Among the entries below, which lines include the string "Phone"? Show each one.
[[ Exercise data, beginning ]]
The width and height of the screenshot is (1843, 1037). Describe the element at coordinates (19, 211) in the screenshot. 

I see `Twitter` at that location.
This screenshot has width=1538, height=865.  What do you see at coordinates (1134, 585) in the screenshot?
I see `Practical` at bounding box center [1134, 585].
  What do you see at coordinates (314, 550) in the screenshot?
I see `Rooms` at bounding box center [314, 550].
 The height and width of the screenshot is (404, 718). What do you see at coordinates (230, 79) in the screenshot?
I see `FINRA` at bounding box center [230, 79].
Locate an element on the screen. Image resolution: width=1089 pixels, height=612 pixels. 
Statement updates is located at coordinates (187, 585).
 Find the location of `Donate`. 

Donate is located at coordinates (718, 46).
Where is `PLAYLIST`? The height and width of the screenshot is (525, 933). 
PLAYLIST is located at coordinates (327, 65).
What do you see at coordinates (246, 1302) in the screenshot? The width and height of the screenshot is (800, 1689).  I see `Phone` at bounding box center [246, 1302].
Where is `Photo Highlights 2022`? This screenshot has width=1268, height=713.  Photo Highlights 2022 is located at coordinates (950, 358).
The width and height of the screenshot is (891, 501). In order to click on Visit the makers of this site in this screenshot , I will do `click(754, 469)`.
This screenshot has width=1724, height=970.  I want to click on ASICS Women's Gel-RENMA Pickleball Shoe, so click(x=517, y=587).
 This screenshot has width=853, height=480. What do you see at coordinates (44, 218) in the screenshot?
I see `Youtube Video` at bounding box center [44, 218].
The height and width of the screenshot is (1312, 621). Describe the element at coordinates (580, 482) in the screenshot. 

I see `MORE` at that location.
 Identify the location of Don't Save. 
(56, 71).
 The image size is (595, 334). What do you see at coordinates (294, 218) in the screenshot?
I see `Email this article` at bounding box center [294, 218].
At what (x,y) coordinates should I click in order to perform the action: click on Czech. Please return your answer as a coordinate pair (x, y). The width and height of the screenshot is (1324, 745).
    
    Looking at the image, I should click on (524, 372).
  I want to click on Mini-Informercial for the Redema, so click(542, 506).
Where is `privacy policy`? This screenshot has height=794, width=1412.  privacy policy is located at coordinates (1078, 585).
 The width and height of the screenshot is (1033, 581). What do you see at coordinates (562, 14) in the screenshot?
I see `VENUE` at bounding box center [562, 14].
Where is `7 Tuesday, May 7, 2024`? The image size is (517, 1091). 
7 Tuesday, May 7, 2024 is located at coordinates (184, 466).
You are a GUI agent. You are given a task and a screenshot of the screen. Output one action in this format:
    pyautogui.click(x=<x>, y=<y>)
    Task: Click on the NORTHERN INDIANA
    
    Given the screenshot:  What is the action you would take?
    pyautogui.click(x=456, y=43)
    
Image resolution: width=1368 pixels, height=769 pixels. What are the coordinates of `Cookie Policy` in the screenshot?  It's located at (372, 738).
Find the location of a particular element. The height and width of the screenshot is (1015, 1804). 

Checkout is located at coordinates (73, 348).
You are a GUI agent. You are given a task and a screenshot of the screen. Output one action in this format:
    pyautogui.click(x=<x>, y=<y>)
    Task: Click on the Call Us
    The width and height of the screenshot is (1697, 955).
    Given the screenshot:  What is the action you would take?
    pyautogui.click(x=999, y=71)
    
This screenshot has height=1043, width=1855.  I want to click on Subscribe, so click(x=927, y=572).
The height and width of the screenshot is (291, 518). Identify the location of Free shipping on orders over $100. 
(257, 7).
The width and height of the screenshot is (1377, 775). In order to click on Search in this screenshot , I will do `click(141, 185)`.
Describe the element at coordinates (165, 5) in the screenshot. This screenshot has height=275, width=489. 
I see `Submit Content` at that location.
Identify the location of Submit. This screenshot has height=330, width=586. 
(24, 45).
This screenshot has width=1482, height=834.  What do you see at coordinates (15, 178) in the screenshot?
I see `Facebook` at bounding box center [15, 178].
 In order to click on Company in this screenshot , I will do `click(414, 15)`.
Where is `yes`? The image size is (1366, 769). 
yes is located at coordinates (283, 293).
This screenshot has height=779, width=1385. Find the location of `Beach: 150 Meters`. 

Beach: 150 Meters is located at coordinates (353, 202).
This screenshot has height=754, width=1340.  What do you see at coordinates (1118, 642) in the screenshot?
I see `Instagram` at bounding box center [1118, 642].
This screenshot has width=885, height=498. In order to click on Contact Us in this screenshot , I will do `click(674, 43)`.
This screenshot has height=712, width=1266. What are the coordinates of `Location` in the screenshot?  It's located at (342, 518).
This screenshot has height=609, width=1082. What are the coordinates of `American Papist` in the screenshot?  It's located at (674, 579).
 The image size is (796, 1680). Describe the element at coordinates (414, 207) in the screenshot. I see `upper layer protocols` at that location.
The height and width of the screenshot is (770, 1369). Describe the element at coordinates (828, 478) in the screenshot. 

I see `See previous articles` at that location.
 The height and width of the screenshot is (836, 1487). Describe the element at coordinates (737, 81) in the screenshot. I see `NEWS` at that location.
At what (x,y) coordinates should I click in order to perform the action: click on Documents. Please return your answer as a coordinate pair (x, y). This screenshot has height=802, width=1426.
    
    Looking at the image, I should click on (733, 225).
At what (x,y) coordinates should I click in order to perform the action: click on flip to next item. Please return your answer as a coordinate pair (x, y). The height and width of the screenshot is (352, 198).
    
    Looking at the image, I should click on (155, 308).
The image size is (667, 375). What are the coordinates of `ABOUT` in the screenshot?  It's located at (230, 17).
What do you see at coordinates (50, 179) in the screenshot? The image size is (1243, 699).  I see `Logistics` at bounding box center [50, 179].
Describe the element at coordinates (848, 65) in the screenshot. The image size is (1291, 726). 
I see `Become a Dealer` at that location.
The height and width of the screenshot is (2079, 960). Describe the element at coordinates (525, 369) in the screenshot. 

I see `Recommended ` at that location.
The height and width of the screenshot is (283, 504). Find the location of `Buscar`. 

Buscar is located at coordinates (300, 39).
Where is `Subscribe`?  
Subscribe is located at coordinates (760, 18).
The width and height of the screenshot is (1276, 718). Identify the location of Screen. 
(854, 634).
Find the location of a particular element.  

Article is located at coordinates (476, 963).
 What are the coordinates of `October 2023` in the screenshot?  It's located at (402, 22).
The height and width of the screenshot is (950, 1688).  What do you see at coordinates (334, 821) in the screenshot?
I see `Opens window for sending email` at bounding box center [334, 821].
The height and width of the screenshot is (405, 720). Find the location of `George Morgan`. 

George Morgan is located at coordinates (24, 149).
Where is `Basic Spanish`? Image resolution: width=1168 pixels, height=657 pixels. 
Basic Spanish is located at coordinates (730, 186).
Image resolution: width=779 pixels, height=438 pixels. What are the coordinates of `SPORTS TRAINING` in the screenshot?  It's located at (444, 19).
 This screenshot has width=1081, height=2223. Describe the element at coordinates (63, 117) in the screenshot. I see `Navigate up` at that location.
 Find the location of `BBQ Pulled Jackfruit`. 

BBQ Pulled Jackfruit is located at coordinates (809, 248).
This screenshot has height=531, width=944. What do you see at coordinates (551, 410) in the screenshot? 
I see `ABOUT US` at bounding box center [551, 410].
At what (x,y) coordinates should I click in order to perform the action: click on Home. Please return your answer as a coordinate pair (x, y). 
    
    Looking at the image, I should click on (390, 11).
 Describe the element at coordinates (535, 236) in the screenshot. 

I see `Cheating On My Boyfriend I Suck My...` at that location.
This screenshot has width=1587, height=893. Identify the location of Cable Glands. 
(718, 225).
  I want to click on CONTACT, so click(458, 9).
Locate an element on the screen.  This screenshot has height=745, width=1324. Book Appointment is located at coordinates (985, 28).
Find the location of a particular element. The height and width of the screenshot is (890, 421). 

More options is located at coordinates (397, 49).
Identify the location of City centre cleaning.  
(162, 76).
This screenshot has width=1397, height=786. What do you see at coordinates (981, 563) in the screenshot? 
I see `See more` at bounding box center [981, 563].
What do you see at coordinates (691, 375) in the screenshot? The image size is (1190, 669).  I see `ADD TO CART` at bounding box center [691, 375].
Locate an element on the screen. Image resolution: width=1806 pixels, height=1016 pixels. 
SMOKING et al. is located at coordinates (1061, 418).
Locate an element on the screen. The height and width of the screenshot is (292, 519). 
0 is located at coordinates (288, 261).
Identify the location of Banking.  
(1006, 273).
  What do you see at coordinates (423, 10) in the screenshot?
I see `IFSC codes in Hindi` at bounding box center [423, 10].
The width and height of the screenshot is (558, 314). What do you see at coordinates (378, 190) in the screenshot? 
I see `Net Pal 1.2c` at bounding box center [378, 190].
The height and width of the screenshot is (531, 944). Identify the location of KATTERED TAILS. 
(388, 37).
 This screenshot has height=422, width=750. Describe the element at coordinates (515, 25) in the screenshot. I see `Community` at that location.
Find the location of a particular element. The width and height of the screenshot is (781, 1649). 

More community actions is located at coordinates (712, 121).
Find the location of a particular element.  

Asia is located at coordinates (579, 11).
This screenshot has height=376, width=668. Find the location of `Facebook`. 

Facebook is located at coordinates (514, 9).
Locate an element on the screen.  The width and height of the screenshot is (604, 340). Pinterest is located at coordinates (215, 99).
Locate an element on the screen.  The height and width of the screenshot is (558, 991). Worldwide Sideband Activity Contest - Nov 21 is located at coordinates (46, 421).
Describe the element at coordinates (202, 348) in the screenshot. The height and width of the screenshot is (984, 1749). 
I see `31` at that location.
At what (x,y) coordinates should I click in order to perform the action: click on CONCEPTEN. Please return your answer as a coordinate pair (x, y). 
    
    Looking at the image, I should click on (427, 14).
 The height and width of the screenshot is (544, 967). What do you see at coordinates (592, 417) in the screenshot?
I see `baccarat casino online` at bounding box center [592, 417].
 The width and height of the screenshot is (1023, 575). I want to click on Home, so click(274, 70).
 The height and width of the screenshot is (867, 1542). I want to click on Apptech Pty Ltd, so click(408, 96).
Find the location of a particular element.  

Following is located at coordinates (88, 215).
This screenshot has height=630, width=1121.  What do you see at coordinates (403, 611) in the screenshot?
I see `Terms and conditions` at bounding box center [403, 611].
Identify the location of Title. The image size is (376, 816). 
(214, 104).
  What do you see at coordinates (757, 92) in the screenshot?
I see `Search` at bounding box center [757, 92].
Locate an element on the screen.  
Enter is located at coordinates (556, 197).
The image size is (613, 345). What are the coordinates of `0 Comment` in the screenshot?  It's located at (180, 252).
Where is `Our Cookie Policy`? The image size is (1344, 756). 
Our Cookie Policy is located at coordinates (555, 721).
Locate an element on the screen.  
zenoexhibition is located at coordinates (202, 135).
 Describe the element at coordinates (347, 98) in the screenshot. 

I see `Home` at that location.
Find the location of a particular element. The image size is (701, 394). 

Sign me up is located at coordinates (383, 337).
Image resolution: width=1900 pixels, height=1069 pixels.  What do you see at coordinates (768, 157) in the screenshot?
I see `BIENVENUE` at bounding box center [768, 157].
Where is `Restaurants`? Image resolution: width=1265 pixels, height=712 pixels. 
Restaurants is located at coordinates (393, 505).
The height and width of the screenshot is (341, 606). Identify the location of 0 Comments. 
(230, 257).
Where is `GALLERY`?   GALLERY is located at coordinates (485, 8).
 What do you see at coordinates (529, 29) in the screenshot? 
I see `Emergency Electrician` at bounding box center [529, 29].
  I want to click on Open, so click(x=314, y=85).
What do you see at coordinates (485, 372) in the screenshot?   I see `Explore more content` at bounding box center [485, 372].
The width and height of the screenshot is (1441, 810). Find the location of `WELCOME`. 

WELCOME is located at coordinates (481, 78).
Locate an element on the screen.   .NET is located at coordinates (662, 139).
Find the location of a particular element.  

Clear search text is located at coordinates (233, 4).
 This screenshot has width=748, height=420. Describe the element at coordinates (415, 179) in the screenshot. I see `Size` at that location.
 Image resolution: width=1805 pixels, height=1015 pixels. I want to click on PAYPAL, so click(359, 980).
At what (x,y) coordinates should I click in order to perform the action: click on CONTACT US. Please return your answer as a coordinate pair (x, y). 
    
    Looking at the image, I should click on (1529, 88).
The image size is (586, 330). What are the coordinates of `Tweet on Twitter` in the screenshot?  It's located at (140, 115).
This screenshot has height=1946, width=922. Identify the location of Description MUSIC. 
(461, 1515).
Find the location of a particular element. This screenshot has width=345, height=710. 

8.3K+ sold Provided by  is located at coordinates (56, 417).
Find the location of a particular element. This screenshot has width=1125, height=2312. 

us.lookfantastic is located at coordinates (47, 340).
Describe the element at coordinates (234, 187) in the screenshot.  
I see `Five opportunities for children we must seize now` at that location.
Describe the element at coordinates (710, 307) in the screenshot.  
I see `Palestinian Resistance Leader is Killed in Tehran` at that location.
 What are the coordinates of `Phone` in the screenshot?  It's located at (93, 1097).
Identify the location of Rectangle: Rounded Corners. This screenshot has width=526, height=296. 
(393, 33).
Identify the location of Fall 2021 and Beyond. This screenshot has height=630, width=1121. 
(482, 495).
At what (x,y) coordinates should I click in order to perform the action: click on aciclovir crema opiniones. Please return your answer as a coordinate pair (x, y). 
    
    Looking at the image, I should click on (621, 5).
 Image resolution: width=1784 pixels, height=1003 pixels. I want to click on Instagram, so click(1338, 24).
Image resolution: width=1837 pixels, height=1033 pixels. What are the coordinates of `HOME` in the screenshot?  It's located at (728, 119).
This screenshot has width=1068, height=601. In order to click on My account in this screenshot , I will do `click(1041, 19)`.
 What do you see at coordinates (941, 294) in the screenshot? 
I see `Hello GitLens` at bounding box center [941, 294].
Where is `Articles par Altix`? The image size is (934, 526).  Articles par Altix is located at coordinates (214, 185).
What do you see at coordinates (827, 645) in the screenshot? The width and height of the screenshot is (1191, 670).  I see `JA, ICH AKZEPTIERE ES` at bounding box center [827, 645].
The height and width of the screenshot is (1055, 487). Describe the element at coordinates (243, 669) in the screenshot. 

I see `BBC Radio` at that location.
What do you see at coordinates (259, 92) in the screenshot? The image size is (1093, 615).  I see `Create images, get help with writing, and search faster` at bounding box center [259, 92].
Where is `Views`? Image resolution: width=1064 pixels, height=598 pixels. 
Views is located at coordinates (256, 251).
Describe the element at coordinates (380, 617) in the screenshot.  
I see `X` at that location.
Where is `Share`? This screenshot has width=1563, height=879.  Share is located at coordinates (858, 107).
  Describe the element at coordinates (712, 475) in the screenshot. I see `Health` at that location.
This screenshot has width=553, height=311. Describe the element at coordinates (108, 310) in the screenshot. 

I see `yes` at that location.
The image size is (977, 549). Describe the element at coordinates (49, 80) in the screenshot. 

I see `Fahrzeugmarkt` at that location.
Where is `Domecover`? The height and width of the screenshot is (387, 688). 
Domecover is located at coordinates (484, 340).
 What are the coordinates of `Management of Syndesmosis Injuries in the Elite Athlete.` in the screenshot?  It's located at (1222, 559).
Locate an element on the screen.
[[ Exercise data, end ]]
→ **Task output**:
What do you see at coordinates (246, 1302) in the screenshot? The width and height of the screenshot is (800, 1689).  I see `Phone` at bounding box center [246, 1302].
 What are the coordinates of `Phone` in the screenshot?  It's located at (93, 1097).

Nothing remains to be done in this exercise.